How an energy drink made me a better sales engineer

Sam Belcastro
National Society of Sales Engineers
4 min readOct 16, 2021

I know what you’re thinking, caffeine solves all of your problems — this is no news to you. Well, I’m not here to talk about the wonders of caffeine. I’m here to talk about the experience I had SELLING an energy drink and how that made me a better sales engineer.

Never heard of sales engineering? I suggest checking out my article: Ever wonder, what is a sales engineer?”

Don’t sales engineers sell technology?

Let’s start with the elephant in the room. You might be wondering why a sales engineer would ever sell an energy drink. Well.. you’re right. Sales engineers do not sell energy drinks — sales engineers sell highly technical products. But you will be surprised at some of the foundational techniques you can learn with such a simple product.

The sale

It was Thursday evening and the members of the Society of Sales Engineers at the University of Central Florida were filing into our weekly general body meeting. This was my first semester with the club and I still had no clue what a sales engineer was.

The club officers walked in with a handful of random energy drinks, and the President kicks off the meeting saying, “Today, you are going to sell these.”

The rules were simple. We were assigned an energy drink and a buyer. The buyer was a retailer looking for a new energy drink brand to stock near the checkout registers at all of their current locations and new locations as they expanded. This particular retailer cared more about status than offering the lowest price, so the drink had to carry a strong brand behind it.

After the introduction we received our drinks to sell and had five minutes to prepare our pitch to the retailer’s corporate buyer. The game was on!

I fell into a trap

As I started preparing for my pitch, I immediately began looking for talking points in the features of the drink — calories, caffeine, color of the can, any little thing. This was a mistake.

I was feature selling from the start. Feature selling is when a salesperson tries to capture the attention of the customer and sell them on the bells and whistles of a product instead of the value the product will bring through those features. For example, “this computer has the newest processor all the cool kids are buying.” If the customer is looking for storage, you just lost.

I was not thinking about the outcomes my customer wanted. Worst of all, I was finding ways to talk when I should have been finding ways to listen and discover opportunities.

I call this a trap because feature selling is natural for a product so simple. How much can you really solve with a can of flavored water?

My lucky break

My five minutes were up and my plan was to feature blast the customer. You already know this was not going to go well for me.

We started talking and before I had a chance to make my mistake, the customer asks, “why is the can shaped different from the others?” I think back to the main goal of the customer — a strong brand. I told him that we recognized the success of the aluminum cans developed by other major beverage brands and we wanted our cans to invoke that same feeling for our customers.

This is when everything changed. The customer immediately realized this is what they were seeking. I wasn’t selling the energy drink to some random person who would drink it once and leave, I was solving a long-term problem — a problem where caffeine content was irrelevant. Fortunately for me, I had an awesome buyer that helped me realize this because it was not part of my plan at all.

Here’s what I learned

  1. Sell value over features — features can assist you in your quest to convey value, but they are not the hero of the story. In my experience, the shape of the can was only a conversation starter. If I said the shape of the can was to minimize the production cost, the customer wouldn’t care. Price was not their problem. The value tied to the feature was the hero.
  2. Practice the basics — an energy drink might sound pretty boring compared to the cool software or hardware you are training to sell, but in complex products, there is so much going on that it’s hard to evaluate your strengths and weaknesses. If you were weight-lifting, this energy drink sale would be all about your form.. not strength. You master form at lower weights before strength to protect yourself from getting hurt.
  3. Ask questions — in my scenario, the customer asked a question that got me on-track. However, this is not sustainable. You cannot rely on your customer asking a lucky question. Turn the table and plan your meetings with strong questions to help discover your customer’s needs.

Thank you for following my story. I hope this experience will help you become a better sales engineer too!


## GOAL OF THE EXERCISE
Work out how many lines of the listing below mention the word "spindle", and give only that figure.

## DATA FOR THIS EXERCISE
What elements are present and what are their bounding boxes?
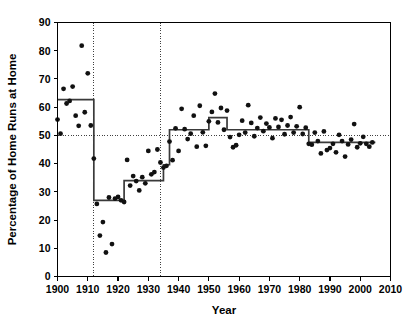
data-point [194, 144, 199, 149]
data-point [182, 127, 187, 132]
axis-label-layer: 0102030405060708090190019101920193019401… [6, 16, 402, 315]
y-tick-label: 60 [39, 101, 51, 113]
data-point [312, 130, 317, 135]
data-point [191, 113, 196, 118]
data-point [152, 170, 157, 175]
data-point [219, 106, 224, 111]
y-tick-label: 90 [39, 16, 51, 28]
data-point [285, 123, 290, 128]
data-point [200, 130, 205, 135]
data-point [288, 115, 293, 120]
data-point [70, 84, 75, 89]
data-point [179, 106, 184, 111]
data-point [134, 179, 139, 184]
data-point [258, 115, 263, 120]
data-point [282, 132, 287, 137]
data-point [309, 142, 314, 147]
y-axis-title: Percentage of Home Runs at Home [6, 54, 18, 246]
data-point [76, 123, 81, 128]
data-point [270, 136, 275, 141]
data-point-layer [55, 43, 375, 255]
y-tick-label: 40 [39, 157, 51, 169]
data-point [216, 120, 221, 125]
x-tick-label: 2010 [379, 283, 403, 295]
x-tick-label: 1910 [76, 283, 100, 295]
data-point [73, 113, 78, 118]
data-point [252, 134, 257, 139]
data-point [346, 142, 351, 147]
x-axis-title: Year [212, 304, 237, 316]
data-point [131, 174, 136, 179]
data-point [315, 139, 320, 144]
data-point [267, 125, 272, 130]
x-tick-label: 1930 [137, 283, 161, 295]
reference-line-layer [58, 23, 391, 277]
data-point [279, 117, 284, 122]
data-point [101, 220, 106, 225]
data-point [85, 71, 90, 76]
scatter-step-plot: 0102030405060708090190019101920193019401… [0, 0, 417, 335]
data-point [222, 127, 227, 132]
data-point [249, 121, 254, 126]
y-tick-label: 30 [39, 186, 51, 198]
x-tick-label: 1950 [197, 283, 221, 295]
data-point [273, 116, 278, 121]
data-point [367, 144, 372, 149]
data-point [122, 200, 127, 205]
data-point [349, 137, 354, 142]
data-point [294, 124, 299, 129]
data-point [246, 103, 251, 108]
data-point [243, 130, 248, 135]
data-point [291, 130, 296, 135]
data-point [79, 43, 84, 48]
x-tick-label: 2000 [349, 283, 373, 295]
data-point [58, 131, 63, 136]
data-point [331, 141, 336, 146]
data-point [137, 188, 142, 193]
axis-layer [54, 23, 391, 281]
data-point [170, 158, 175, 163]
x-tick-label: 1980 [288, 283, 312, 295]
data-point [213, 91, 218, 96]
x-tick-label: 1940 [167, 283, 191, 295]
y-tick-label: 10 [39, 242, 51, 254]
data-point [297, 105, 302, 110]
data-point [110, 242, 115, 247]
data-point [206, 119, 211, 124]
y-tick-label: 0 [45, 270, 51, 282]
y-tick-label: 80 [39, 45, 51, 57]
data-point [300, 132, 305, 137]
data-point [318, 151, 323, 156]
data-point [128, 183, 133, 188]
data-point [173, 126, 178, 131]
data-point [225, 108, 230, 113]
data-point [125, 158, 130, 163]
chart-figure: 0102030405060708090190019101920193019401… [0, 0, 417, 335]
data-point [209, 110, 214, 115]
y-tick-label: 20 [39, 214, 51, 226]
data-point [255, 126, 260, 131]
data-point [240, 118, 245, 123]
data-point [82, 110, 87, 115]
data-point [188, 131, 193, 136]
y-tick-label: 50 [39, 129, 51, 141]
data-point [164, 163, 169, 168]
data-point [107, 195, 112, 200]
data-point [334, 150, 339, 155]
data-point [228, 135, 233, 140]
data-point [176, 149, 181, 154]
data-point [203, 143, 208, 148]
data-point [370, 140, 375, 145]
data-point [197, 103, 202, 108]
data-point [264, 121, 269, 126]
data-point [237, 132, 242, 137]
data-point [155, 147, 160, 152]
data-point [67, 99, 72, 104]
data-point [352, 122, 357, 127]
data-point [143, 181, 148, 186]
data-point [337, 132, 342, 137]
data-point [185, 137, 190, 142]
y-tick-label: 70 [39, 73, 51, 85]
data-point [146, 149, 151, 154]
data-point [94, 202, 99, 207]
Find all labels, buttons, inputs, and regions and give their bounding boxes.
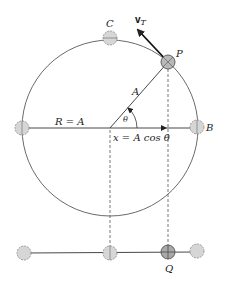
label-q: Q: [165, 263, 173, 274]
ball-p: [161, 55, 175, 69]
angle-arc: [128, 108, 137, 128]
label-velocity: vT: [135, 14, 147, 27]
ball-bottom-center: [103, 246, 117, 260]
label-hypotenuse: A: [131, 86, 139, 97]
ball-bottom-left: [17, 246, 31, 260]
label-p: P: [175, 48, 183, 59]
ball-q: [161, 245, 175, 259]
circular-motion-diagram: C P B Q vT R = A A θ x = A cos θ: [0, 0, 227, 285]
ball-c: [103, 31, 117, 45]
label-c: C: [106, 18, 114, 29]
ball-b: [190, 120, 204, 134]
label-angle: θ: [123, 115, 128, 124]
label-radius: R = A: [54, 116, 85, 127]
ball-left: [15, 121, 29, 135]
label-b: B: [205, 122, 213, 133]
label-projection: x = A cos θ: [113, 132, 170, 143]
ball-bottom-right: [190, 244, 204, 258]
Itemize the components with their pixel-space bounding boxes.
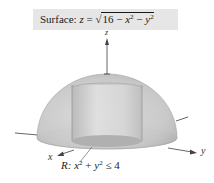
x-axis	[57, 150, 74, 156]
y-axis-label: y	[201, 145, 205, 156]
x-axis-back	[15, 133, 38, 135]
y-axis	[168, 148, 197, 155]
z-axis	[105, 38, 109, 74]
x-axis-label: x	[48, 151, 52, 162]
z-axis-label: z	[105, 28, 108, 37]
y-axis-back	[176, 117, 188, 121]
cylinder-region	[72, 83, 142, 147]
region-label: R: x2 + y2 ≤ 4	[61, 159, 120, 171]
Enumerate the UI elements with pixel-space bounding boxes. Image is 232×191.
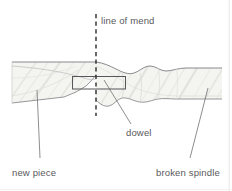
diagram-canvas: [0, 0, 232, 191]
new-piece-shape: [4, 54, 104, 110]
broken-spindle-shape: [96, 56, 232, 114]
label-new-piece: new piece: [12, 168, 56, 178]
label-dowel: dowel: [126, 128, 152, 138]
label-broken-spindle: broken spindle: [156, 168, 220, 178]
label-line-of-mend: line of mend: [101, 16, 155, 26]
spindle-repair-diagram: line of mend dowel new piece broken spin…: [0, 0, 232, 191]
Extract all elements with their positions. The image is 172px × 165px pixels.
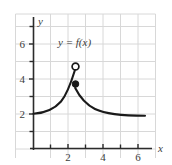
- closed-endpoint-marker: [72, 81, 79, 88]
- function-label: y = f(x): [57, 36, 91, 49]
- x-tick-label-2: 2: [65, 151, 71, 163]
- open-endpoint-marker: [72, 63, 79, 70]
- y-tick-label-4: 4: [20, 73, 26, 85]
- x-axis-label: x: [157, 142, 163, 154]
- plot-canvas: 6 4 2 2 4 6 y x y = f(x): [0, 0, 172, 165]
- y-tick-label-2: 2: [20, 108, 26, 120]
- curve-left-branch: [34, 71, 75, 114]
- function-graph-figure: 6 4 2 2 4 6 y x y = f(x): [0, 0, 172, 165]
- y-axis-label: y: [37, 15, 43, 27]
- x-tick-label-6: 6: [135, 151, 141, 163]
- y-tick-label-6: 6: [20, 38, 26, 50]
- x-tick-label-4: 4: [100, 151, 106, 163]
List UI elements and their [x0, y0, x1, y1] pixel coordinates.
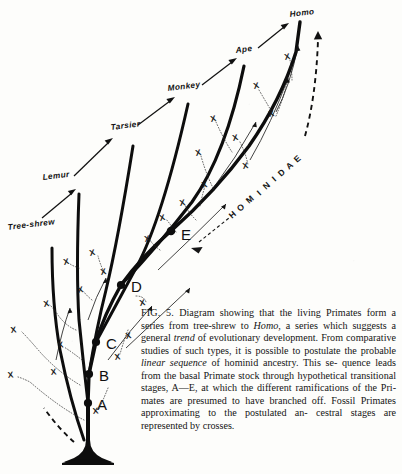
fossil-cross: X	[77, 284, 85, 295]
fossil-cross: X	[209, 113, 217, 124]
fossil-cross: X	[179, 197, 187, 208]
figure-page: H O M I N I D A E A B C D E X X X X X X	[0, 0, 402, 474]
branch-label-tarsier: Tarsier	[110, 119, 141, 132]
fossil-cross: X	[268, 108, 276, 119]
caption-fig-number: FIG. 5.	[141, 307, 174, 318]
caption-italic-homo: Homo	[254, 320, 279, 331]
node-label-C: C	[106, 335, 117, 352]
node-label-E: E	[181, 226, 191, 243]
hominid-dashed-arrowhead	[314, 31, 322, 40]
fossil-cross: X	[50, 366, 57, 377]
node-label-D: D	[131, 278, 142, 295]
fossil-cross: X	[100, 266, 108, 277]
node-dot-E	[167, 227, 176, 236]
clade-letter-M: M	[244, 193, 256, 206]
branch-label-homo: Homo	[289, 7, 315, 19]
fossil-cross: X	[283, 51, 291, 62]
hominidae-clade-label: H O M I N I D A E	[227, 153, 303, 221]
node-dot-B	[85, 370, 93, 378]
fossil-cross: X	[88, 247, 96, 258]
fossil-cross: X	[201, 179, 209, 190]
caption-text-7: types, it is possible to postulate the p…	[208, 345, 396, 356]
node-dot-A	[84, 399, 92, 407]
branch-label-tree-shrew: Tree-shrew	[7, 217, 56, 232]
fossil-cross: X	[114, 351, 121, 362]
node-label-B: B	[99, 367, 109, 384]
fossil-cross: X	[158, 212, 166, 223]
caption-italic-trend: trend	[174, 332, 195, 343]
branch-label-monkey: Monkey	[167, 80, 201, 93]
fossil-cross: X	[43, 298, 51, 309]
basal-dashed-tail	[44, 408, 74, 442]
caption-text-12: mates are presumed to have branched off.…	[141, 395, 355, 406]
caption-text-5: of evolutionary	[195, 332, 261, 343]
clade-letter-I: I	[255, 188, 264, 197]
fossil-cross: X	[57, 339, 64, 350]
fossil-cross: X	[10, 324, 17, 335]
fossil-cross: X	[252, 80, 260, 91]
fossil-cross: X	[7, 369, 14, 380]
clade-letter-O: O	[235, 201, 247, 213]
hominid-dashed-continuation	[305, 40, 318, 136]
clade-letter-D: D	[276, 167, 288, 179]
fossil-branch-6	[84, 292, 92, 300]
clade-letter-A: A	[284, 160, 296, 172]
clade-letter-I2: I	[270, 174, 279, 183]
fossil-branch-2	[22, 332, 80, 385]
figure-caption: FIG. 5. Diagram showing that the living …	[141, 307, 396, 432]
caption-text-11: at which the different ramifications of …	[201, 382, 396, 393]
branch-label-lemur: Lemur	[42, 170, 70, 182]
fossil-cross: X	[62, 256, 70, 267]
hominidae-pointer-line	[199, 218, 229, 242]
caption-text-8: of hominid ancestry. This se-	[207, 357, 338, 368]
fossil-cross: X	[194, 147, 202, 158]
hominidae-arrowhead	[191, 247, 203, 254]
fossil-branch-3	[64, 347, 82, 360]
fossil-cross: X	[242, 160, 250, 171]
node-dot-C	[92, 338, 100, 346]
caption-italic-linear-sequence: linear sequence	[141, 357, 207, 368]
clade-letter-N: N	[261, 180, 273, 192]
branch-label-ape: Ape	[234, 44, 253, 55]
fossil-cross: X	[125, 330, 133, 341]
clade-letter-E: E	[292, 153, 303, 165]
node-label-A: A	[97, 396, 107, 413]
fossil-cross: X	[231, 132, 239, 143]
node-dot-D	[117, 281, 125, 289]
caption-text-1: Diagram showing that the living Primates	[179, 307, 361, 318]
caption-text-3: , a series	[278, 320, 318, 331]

## THE COMPLETED TASK
3